Kim Hall was a friend and he was very keen to get the Hong Kong Open started. He talked a lot with the Australian golfer Peter Thompson and that’s how it all started. I used my connections to help get Taiwanese players here

Woo joined the HKGC in 1955 and became among the first local players to represent the city in the Interport events that had sprung up across China and Asia, along the way winning the inaugural National Cup competition there in 1956. The massive trophy that came with that particular victory still takes pride of place in the Woo household.

Woo was instrumental in helping the first Hong Kong Open get off the ground in 1959 – helping lure the Taiwanese pros to event and watching on as the island nation’s Lu Liang-huan became its first champion.

“I was single in those days and would go up and stay the weekend at Fanling and sometimes play 54 holes over the two days,” says Woo.

“Kim Hall was a friend and he was very keen to get the Hong Kong Open started. He talked a lot with the Australian golfer Peter Thompson and that’s how it all started. I used my connections to help get Taiwanese players here.”

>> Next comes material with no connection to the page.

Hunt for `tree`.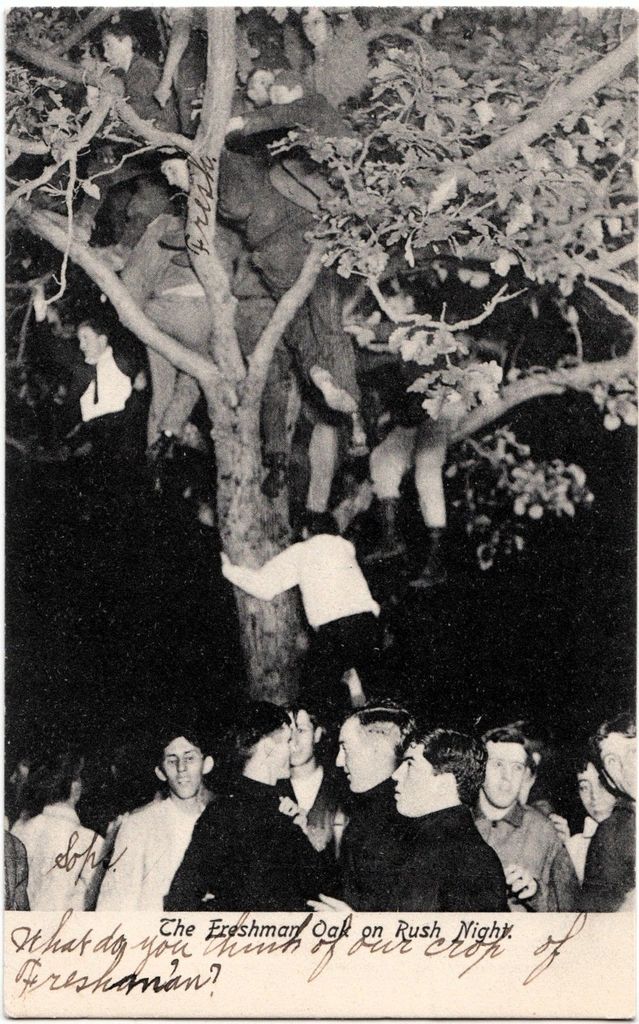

Woo would captain the HKGC in 1977 and he’s played a role in much of the club’s general development over the past six decades.

A career in insurance was supposed to end in the 1970s but he found he enjoyed being busy too much and to this day still runs an office and turns up each day to keep an eye on its operations.

And there’s still golf each weekend and on public holidays, with Simmy as a playing partner as often as their schedules will allow.

“Once you pick up the game you appreciate it and it teaches you things like patience, honesty,” says Woo.

“You need quick reflexes. You need to solve problems very quickly and you play when you are young and you play when you are old.”